Professor Greg Bamber, director of the International Consortium for Research in Employment and Work at Monash Business School and immediate past president of the Australian Labour and Employment Relations Association, says Australians work "a huge amount of overtime".

"Many workers complain that they are not paid for all their overtime, and it is increasingly a vexed and controversial issue," he says.

Part of this controversy is that while the Fair Work Act 2009 — which lays out work regulations and protections in Australia — is clear on overtime rules, the experiences of individual workers suggests interpreting them in the real world can be opaque.
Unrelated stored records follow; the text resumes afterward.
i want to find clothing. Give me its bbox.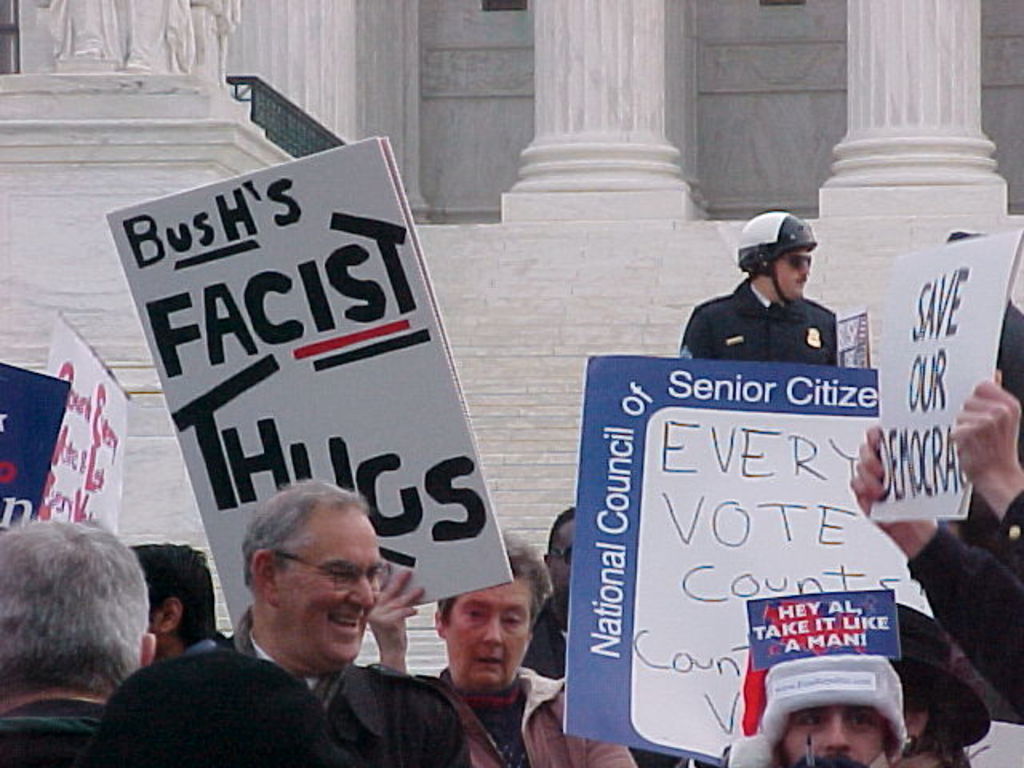
(674, 248, 859, 373).
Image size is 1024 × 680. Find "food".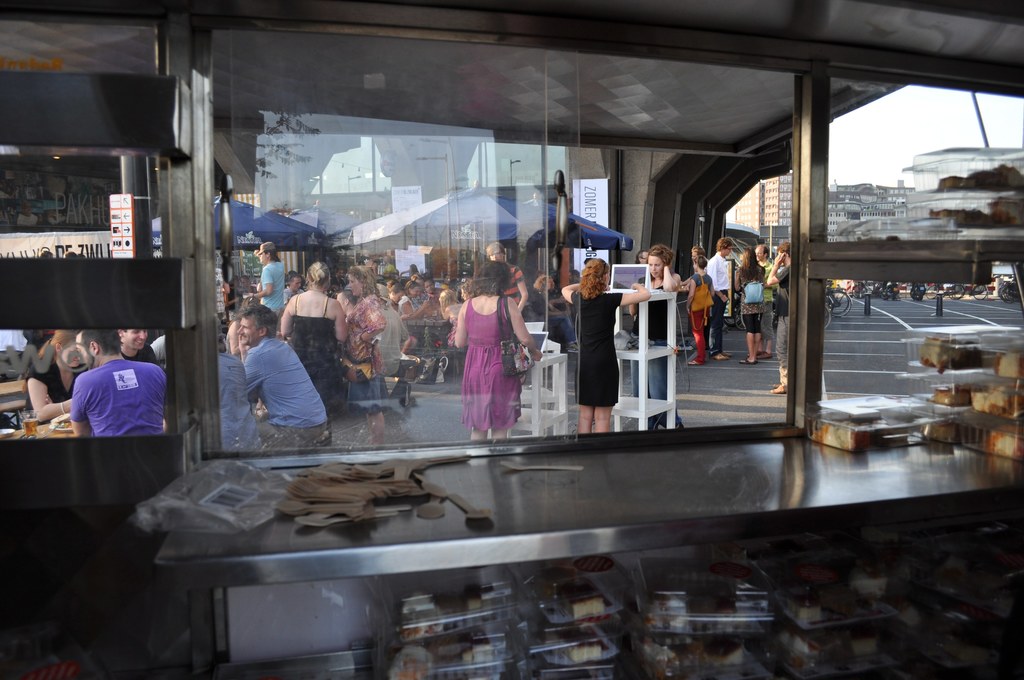
(x1=455, y1=589, x2=493, y2=622).
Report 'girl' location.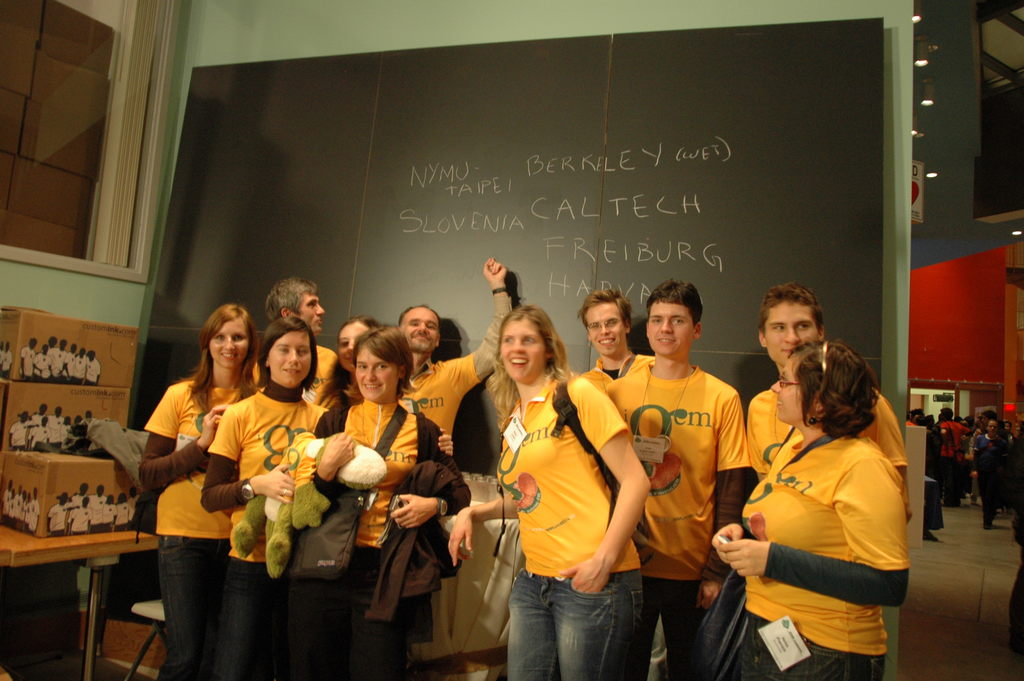
Report: box=[132, 299, 265, 680].
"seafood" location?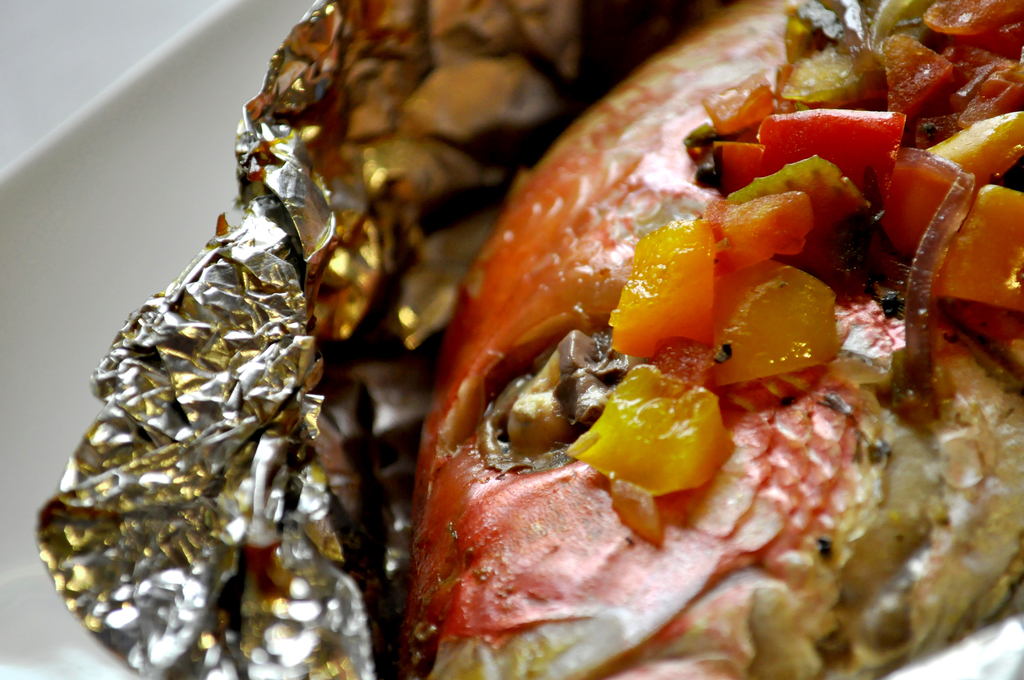
<region>387, 0, 1023, 679</region>
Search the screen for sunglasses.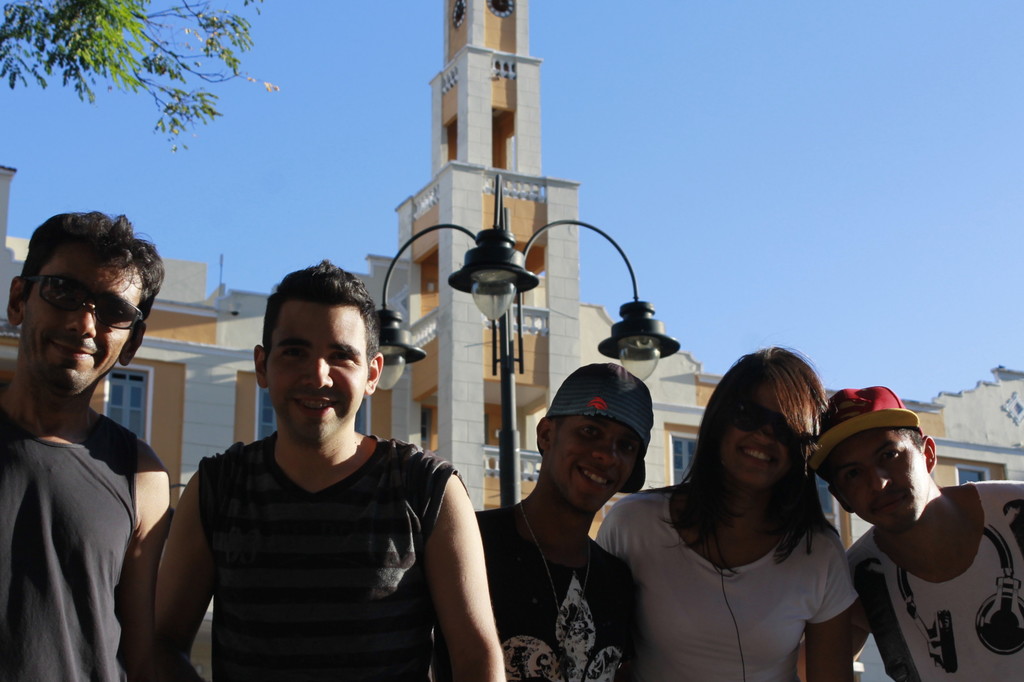
Found at bbox=[20, 272, 144, 330].
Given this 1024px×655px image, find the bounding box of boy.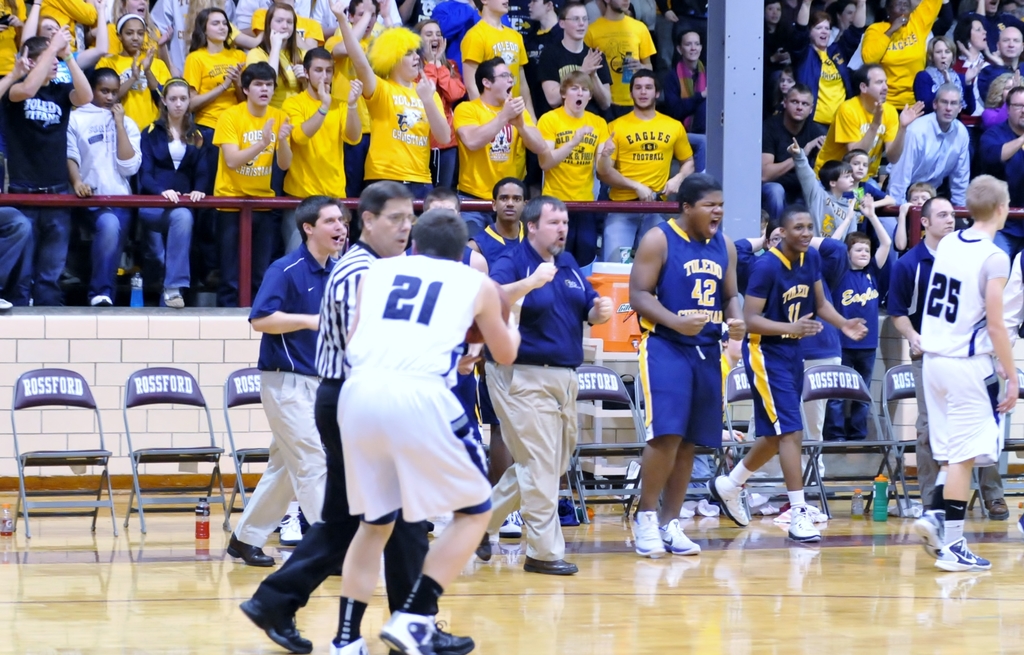
[700, 214, 865, 544].
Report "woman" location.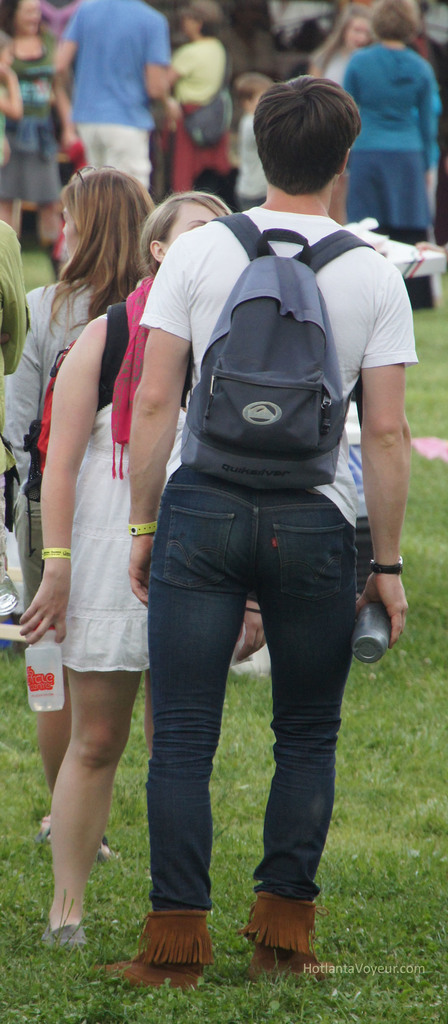
Report: locate(0, 0, 69, 280).
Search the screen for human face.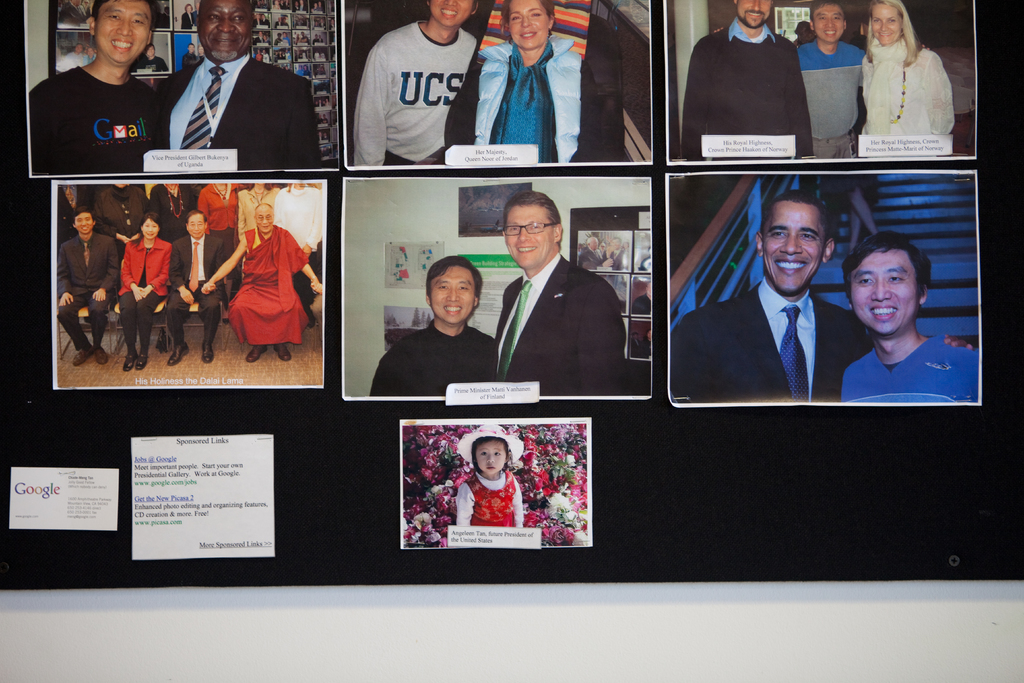
Found at 429,0,471,28.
Key questions are open to interpretation: How many additional hours are too many? When should employees be paid for overtime or reimbursed with time off? When is goodwill towards an employer and commitment to getting the job done appropriate? Do answers to all of these questions change depending on how much you get paid? And how much should that be?

'Without overtime I doubt I would be where I am today'

When the ABC asked the audience for personal experiences of working overtime, responses came quickly.

Some shared stories of their lives being transformed by a willingness to put in extra hours at work.

"Overtime has been crucial in enabling my family and I to get ahead," one wrote.

"I don't think real success ever comes from doing the bare minimum eight-hour day. Sometimes going above and beyond what others are willing to do is what it takes to make your mark," wrote another.

"Until I was financially secure, I always took up every opportunity to work overtime," said a third. "It helped me to learn about the value of money, it helped to learn the benefits of improving myself and it helped me to achieve my financial goals. Without access to the money I made via overtime, I doubt I would be where I am today."

These responses reflect overtime that was offered, but not demanded, and came with extra payment for extra hours.